In 2021 a large collection of social history objects were donated to the museum. They all belonged to the Eayres family, who had continually lived at a house in Chesham Bois for nearly 100 years.
Herbert Edward Harold Eayres was born in 1893 in Tottenham, one of five brothers. His parents were Edward Eayres, a carman with the Great Northern Railway, and Amelia Jane. In 1917, shortly after his marriage to Lilian Leadbetter, he was sent to France to fight with the Royal Fusiliers. Herbert was badly gassed in the war, something that he never fully recovered from.
In 1926 Herbert moved with his wife, Lily, and young family from London to Woodside Avenue, Chesham Bois.

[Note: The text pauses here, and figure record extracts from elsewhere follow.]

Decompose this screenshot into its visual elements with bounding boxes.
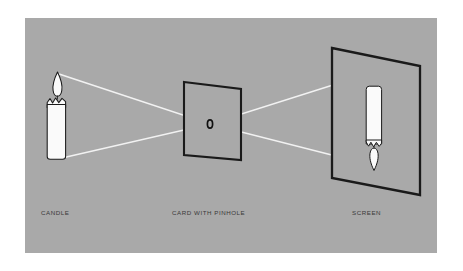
diagram-canvas: CANDLE CARD WITH PINHOLE SCREEN <box>0 0 463 271</box>
card-with-pinhole-object <box>184 82 241 160</box>
inverted-candle-body <box>366 86 381 144</box>
pinhole-aperture <box>207 120 212 128</box>
label-candle: CANDLE <box>41 209 69 216</box>
label-screen: SCREEN <box>352 209 381 216</box>
screen-object <box>332 48 420 195</box>
inverted-candle-wax-rim <box>366 140 381 147</box>
pinhole-camera-figure: CANDLE CARD WITH PINHOLE SCREEN <box>0 0 463 271</box>
label-card-with-pinhole: CARD WITH PINHOLE <box>172 209 245 216</box>
candle-body <box>47 105 65 160</box>
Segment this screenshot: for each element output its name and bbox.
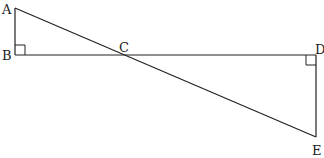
point-label-c: C <box>119 40 129 55</box>
segment-ae <box>15 8 316 137</box>
point-label-d: D <box>315 42 324 57</box>
right-angle-marker-b <box>15 45 25 55</box>
point-label-e: E <box>312 143 322 158</box>
geometry-diagram: A B C D E <box>0 0 324 158</box>
point-label-b: B <box>2 48 12 63</box>
point-label-a: A <box>1 2 12 17</box>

One of the objects donated to the museum was part of the front door of the house. The door contained a stained-glass panel bearing the name of the house, “Inversnaid”, a beautiful rural spot on Loch Lomond where Lily and Herbert probably spent their honeymoon. The door panel was designed and made by an uncle from Scotland and interior doors of the house also contained stained-glass in the upper portion.

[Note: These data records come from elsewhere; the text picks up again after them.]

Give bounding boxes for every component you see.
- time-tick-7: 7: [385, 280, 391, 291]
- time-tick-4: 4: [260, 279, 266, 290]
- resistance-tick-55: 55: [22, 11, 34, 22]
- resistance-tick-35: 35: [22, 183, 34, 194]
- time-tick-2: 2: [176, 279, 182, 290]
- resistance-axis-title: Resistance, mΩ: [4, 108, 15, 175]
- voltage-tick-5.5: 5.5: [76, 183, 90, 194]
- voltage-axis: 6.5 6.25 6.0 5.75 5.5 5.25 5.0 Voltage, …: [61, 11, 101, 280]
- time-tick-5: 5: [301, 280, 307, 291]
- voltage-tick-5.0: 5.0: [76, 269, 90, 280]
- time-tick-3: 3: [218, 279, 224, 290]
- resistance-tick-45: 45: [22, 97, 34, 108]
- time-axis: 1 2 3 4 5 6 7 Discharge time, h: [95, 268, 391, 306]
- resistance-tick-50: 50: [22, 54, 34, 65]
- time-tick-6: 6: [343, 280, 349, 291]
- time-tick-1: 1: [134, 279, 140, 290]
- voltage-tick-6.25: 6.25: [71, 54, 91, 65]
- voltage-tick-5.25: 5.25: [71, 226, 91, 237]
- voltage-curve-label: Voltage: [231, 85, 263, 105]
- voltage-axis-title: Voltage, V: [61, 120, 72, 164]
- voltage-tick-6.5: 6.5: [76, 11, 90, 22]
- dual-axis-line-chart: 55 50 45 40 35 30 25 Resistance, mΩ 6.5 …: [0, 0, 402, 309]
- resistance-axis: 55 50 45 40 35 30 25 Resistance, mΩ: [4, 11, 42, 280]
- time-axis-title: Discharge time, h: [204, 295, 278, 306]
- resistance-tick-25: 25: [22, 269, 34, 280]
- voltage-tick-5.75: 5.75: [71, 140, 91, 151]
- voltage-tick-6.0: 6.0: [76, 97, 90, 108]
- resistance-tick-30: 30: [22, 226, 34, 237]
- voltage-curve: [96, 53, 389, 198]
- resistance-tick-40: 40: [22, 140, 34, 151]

Herbert was recalled in 1939 to serve in WWII as a railway transport officer, in charge of logistics and getting essential supplies around the UK by train. For some of this time he was based in Preston and Chester.

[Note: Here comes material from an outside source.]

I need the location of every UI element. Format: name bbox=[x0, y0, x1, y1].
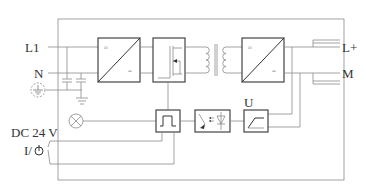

The family remembered a WWII bomb exploding at the village end of Woodside Avenue and the window of his and Lily’s bedroom to the rear of the house was blown in. Lily had been standing by the window only moments before.
Herbert helped initiate the Amersham Community Association and represented Chesham Bois on that Association. He became Chairman of the Executive Committee until his death in 1964. He also served for many years on Chesham Bois Parish Council and represented Chesham Bois on the Amersham Rural District Council until 1961.
He supported Oxfam and was the Chairman of the Amersham Old People’s Welfare Committee. He was heavily involved with the Scouting movement and was Secretary of the Chesham Bois Boy Scouts Association. He was also a member of the Amersham Citizens’ Advice Bureau and was a Senior Officer in the Civil Defence Corps. At his funeral, representatives from the local Police, Amersham Round Table and the Rotary Club of Amersham were also present.
His granddaughter Gill remembers him as gentle, kind, always smiling, and unfailingly generous with his time with the family, despite all the hours he gave to the community. “He took us on holiday every year in his wonderful green Standard Vanguard as we didn’t have a car until we were in our teens. And he would take great delight in buying novelty items that enchanted us – a working model of a funicular alpine railway, a Dutch musical box, wooden clogs and a round box that when you rubbed the top, the little paper figures inside danced! We as children weren’t aware of how much our grandfather did for his community – he never spoke of it to us, except once when I heard him say that “some people were ruining” his beloved Common!”